Johnson and Grassley have continued to probe the matter, sending a letter to Secretary of State Mike Pompeo last week requesting an interview with State Department officials and records of communication between Joe Biden and former Ukrainian President Petro Poroshenko.

In a November letter to Pompeo, Senate Judiciary Committee Chairman Lindsey Graham (R., S.C.) said Biden “held a series of phone calls with former Ukrainian President Petro Poroshenko regarding previous demands to dismiss Prosecutor General Shokin for alleged corruption.” Shokin, who had seized property from Burisma’s founder Mykola Zlochevsky, was fired by Poroshenko.

Johnson’s spokesman Austin Altenburg told National Review that the Obama letter’s accusations were “unfounded.”

“Our legitimate oversight is based on the many unanswered questions that surround potential conflicts of interest relating to the Obama administration’s policy decisions with respect to Ukraine and Burisma Holdings,” Altenburg said. ” . . . The real Russian disinformation, we now know, was contained in the Steele dossier. Baseless accusations aside, our legitimate oversight will continue until we get answers for the American people.”

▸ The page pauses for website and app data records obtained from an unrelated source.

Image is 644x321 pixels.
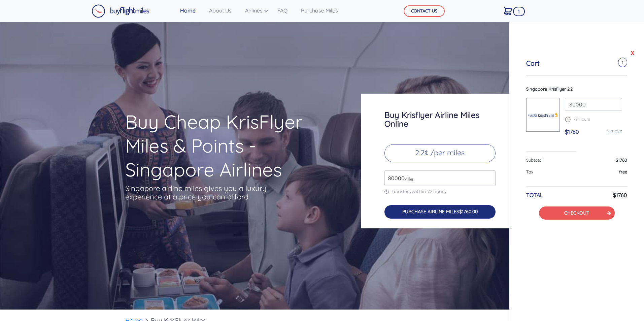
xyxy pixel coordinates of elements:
p: Singapore airline miles gives you a luxury experience at a price you can afford. [125,184,277,201]
a: Home [177,4,198,17]
a: remove [607,128,623,133]
h3: Buy Krisflyer Airline Miles Online [385,110,496,128]
img: Buy Flight Miles Logo [92,4,150,18]
span: $1760 [565,128,580,135]
span: 1 [513,7,525,16]
a: X [630,48,636,58]
button: CHECKOUT [539,206,615,220]
span: Tax [527,169,534,175]
a: CHECKOUT [565,210,589,216]
span: Singapore KrisFlyer 2.2 [527,86,573,92]
img: Cart [505,7,513,15]
span: free [619,169,627,175]
span: 1 [618,57,627,67]
img: schedule.png [565,116,571,123]
a: About Us [206,4,235,17]
p: 2.2¢ /per miles [385,144,496,162]
button: CONTACT US [404,5,445,17]
img: Singapore-KrisFlyer.png [527,108,560,123]
h6: TOTAL [527,192,543,198]
span: Mile [401,175,413,183]
span: Subtotal [527,157,543,162]
a: Airlines [243,4,266,17]
h1: Buy Cheap KrisFlyer Miles & Points - Singapore Airlines [125,109,335,182]
button: PURCHASE AIRLINE MILES$1760.00 [385,205,496,219]
span: $1760.00 [460,208,478,214]
a: FAQ [275,4,290,17]
a: Purchase Miles [298,4,341,17]
h5: Cart [527,59,540,67]
span: $1760 [616,157,627,162]
a: 1 [502,4,515,18]
p: transfers within 72 hours [385,189,496,194]
h6: $1760 [613,192,627,198]
p: 72 Hours [565,116,623,123]
a: Buy Flight Miles Logo [92,3,150,19]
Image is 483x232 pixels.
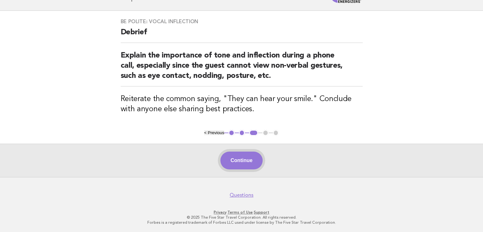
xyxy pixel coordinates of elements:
[121,94,362,114] h3: Reiterate the common saying, "They can hear your smile." Conclude with anyone else sharing best p...
[47,215,436,220] p: © 2025 The Five Star Travel Corporation. All rights reserved.
[47,220,436,225] p: Forbes is a registered trademark of Forbes LLC used under license by The Five Star Travel Corpora...
[229,192,253,198] a: Questions
[204,130,224,135] button: < Previous
[121,27,362,43] h2: Debrief
[249,129,258,136] button: 3
[220,151,262,169] button: Continue
[121,50,362,86] h2: Explain the importance of tone and inflection during a phone call, especially since the guest can...
[47,209,436,215] p: · ·
[239,129,245,136] button: 2
[214,210,226,214] a: Privacy
[228,129,235,136] button: 1
[121,18,362,25] h3: Be polite: Vocal inflection
[254,210,269,214] a: Support
[227,210,253,214] a: Terms of Use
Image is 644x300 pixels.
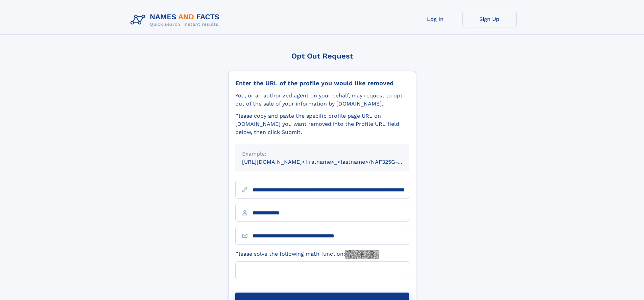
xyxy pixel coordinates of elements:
[128,11,225,29] img: Logo Names and Facts
[242,150,402,158] div: Example:
[409,11,462,28] a: Log In
[228,52,416,60] div: Opt Out Request
[235,92,409,108] div: You, or an authorized agent on your behalf, may request to opt-out of the sale of your informatio...
[235,79,409,87] div: Enter the URL of the profile you would like removed
[235,112,409,136] div: Please copy and paste the specific profile page URL on [DOMAIN_NAME] you want removed into the Pr...
[462,11,516,28] a: Sign Up
[235,250,379,259] label: Please solve the following math function:
[242,159,422,165] small: [URL][DOMAIN_NAME]<firstname>_<lastname>/NAF325G-xxxxxxxx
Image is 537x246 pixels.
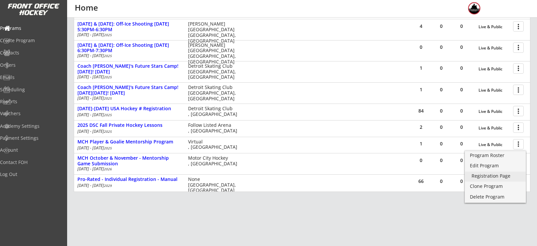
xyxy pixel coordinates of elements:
[77,106,181,112] div: [DATE]-[DATE] USA Hockey # Registration
[411,24,431,29] div: 4
[188,21,240,44] div: [PERSON_NAME][GEOGRAPHIC_DATA] [GEOGRAPHIC_DATA], [GEOGRAPHIC_DATA]
[77,43,181,54] div: [DATE] & [DATE]: Off-Ice Shooting [DATE] 6:30PM-7:30PM
[479,67,510,72] div: Live & Public
[513,123,524,133] button: more_vert
[77,54,179,58] div: [DATE] - [DATE]
[452,66,472,71] div: 0
[513,106,524,116] button: more_vert
[479,143,510,147] div: Live & Public
[432,158,452,163] div: 0
[104,129,112,134] em: 2025
[452,142,472,146] div: 0
[513,43,524,53] button: more_vert
[188,177,240,194] div: None [GEOGRAPHIC_DATA], [GEOGRAPHIC_DATA]
[77,96,179,100] div: [DATE] - [DATE]
[411,45,431,50] div: 0
[104,54,112,58] em: 2025
[104,146,112,151] em: 2025
[432,109,452,113] div: 0
[77,64,181,75] div: Coach [PERSON_NAME]'s Future Stars Camp! [DATE]! [DATE]
[104,33,112,37] em: 2025
[513,64,524,74] button: more_vert
[77,130,179,134] div: [DATE] - [DATE]
[452,87,472,92] div: 0
[104,75,112,79] em: 2025
[479,46,510,51] div: Live & Public
[479,109,510,114] div: Live & Public
[104,96,112,101] em: 2025
[472,174,519,179] div: Registration Page
[432,45,452,50] div: 0
[411,66,431,71] div: 1
[465,151,526,161] a: Program Roster
[470,184,521,189] div: Clone Program
[188,85,240,101] div: Detroit Skating Club [GEOGRAPHIC_DATA], [GEOGRAPHIC_DATA]
[188,123,240,134] div: Follow Listed Arena , [GEOGRAPHIC_DATA]
[77,21,181,33] div: [DATE] & [DATE]: Off-Ice Shooting [DATE] 5:30PM-6:30PM
[188,64,240,80] div: Detroit Skating Club [GEOGRAPHIC_DATA], [GEOGRAPHIC_DATA]
[77,139,181,145] div: MCH Player & Goalie Mentorship Program
[452,125,472,130] div: 0
[77,85,181,96] div: Coach [PERSON_NAME]'s Future Stars Camp! [DATE][DATE]! [DATE]
[470,153,521,158] div: Program Roster
[77,177,181,183] div: Pro-Rated - Individual Registration - Manual
[104,167,112,172] em: 2026
[77,167,179,171] div: [DATE] - [DATE]
[411,125,431,130] div: 2
[432,66,452,71] div: 0
[411,87,431,92] div: 1
[452,45,472,50] div: 0
[479,126,510,131] div: Live & Public
[465,172,526,182] a: Registration Page
[432,179,452,184] div: 0
[465,162,526,172] a: Edit Program
[432,142,452,146] div: 0
[77,184,179,188] div: [DATE] - [DATE]
[411,179,431,184] div: 66
[513,139,524,150] button: more_vert
[452,158,472,163] div: 0
[470,164,521,168] div: Edit Program
[432,125,452,130] div: 0
[77,156,181,167] div: MCH October & November - Mentorship Game Submission
[188,156,240,167] div: Motor City Hockey , [GEOGRAPHIC_DATA]
[77,33,179,37] div: [DATE] - [DATE]
[411,142,431,146] div: 1
[77,113,179,117] div: [DATE] - [DATE]
[452,109,472,113] div: 0
[432,24,452,29] div: 0
[188,139,240,151] div: Virtual , [GEOGRAPHIC_DATA]
[411,158,431,163] div: 0
[411,109,431,113] div: 84
[470,195,521,200] div: Delete Program
[452,24,472,29] div: 0
[104,113,112,117] em: 2025
[452,179,472,184] div: 0
[513,21,524,32] button: more_vert
[188,43,240,65] div: [PERSON_NAME][GEOGRAPHIC_DATA] [GEOGRAPHIC_DATA], [GEOGRAPHIC_DATA]
[479,88,510,93] div: Live & Public
[513,85,524,95] button: more_vert
[432,87,452,92] div: 0
[479,25,510,29] div: Live & Public
[77,75,179,79] div: [DATE] - [DATE]
[77,146,179,150] div: [DATE] - [DATE]
[104,184,112,188] em: 2029
[188,106,240,117] div: Detroit Skating Club , [GEOGRAPHIC_DATA]
[77,123,181,128] div: 2025 DSC Fall Private Hockey Lessons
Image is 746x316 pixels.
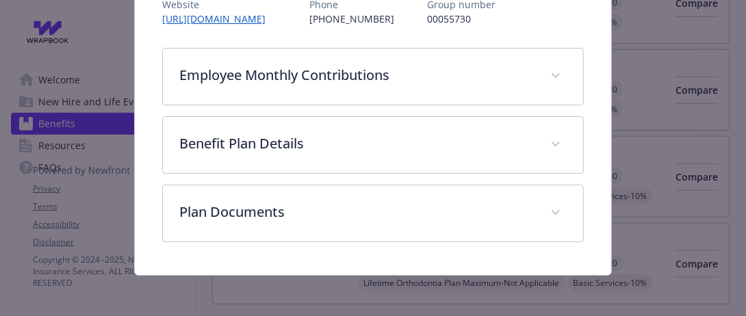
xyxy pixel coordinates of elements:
[162,12,276,25] a: [URL][DOMAIN_NAME]
[179,133,534,154] p: Benefit Plan Details
[163,185,583,242] div: Plan Documents
[427,12,495,26] p: 00055730
[309,12,394,26] p: [PHONE_NUMBER]
[179,202,534,222] p: Plan Documents
[163,49,583,105] div: Employee Monthly Contributions
[163,117,583,173] div: Benefit Plan Details
[179,65,534,86] p: Employee Monthly Contributions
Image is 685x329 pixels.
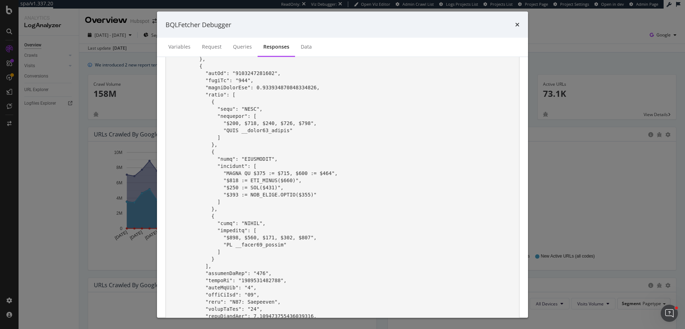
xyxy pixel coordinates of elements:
[202,43,222,50] div: Request
[157,11,528,317] div: modal
[233,43,252,50] div: Queries
[166,20,231,29] div: BQLFetcher Debugger
[661,304,678,321] iframe: Intercom live chat
[263,43,289,50] div: Responses
[515,20,520,29] div: times
[301,43,312,50] div: Data
[168,43,191,50] div: Variables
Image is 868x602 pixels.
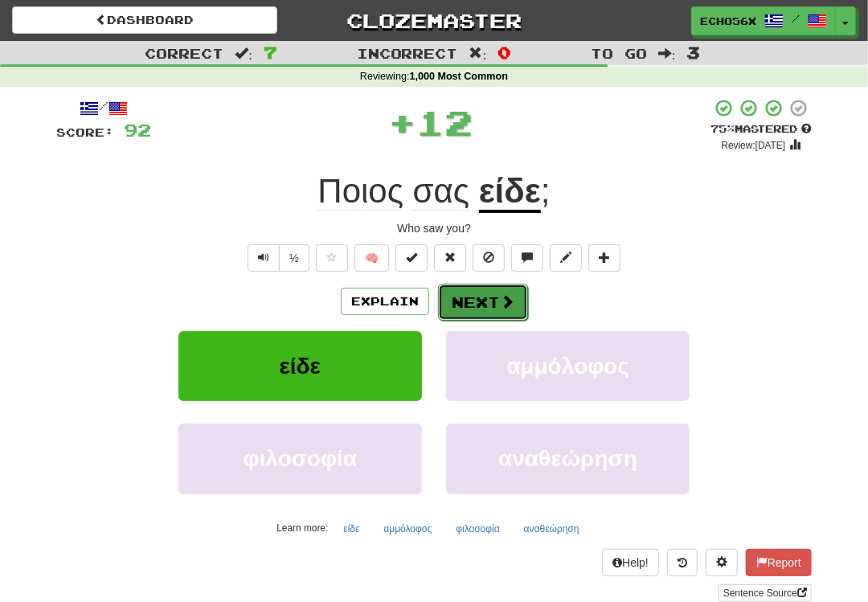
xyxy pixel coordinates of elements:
[516,517,588,540] button: αναθεώρηση
[446,424,690,494] button: αναθεώρηση
[341,288,429,315] button: Explain
[719,585,812,602] a: Sentence Source
[688,42,701,62] span: 3
[792,13,800,24] span: /
[658,47,676,61] span: :
[355,244,389,272] button: 🧠
[550,244,582,272] button: Edit sentence (alt+d)
[439,284,528,321] button: Next
[497,42,511,62] span: 0
[264,42,278,62] span: 7
[691,6,836,35] a: echo56x /
[245,244,310,272] div: Text-to-speech controls
[711,122,735,135] span: 75 %
[591,45,647,61] span: To go
[357,45,458,61] span: Incorrect
[722,140,786,151] small: Review: [DATE]
[507,354,630,379] span: αμμόλοφος
[335,517,368,540] button: είδε
[56,125,114,139] span: Score:
[498,446,637,471] span: αναθεώρηση
[280,354,321,379] span: είδε
[277,522,328,534] small: Learn more:
[511,244,543,272] button: Discuss sentence (alt+u)
[12,6,278,34] a: Dashboard
[178,424,422,494] button: φιλοσοφία
[316,244,348,272] button: Favorite sentence (alt+f)
[417,102,474,142] span: 12
[434,244,466,272] button: Reset to 0% Mastered (alt+r)
[317,172,404,210] span: Ποιος
[234,47,253,61] span: :
[447,517,508,540] button: φιλοσοφία
[473,244,505,272] button: Ignore sentence (alt+i)
[410,71,508,82] strong: 1,000 Most Common
[178,331,422,401] button: είδε
[446,331,690,401] button: αμμόλοφος
[56,98,151,119] div: /
[746,549,812,576] button: Report
[588,244,621,272] button: Add to collection (alt+a)
[668,549,698,576] button: Round history (alt+y)
[279,244,310,272] button: ½
[541,172,551,210] span: ;
[247,244,280,272] button: Play sentence audio (ctl+space)
[711,122,812,137] div: Mastered
[374,517,440,540] button: αμμόλοφος
[302,6,566,35] a: Clozemaster
[413,172,470,210] span: σας
[470,47,487,61] span: :
[395,244,428,272] button: Set this sentence to 100% Mastered (alt+m)
[602,549,659,576] button: Help!
[124,119,151,140] span: 92
[479,172,541,213] u: είδε
[389,98,417,146] span: +
[56,221,812,236] div: Who saw you?
[244,446,357,471] span: φιλοσοφία
[144,45,223,61] span: Correct
[701,14,757,28] span: echo56x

Obama’s letter concludes by saying the records requested by Johnson and Grassley could be released “in the interest of countering the misinformation campaign underlying this request.”

The National Archives has given approximately 9,400 pages of records to the Senate committees, an agency spokesperson told Buzzfeed. Johnson, who has defended the probe on the basis of transparency, revealed last month that his investigation into the Bidens’ dealings in Ukraine would be released “sometime this summer.”

President Trump has said the probe “will be a major issue in the campaign.”

“I will bring that up all the time because I don’t see any way out for them. I don’t see how they can answer those questions. I hope they can, I’d actually prefer it that they can’t but I don’t believe they will be able to answer those questions. That was purely corrupt,” Trump said in March.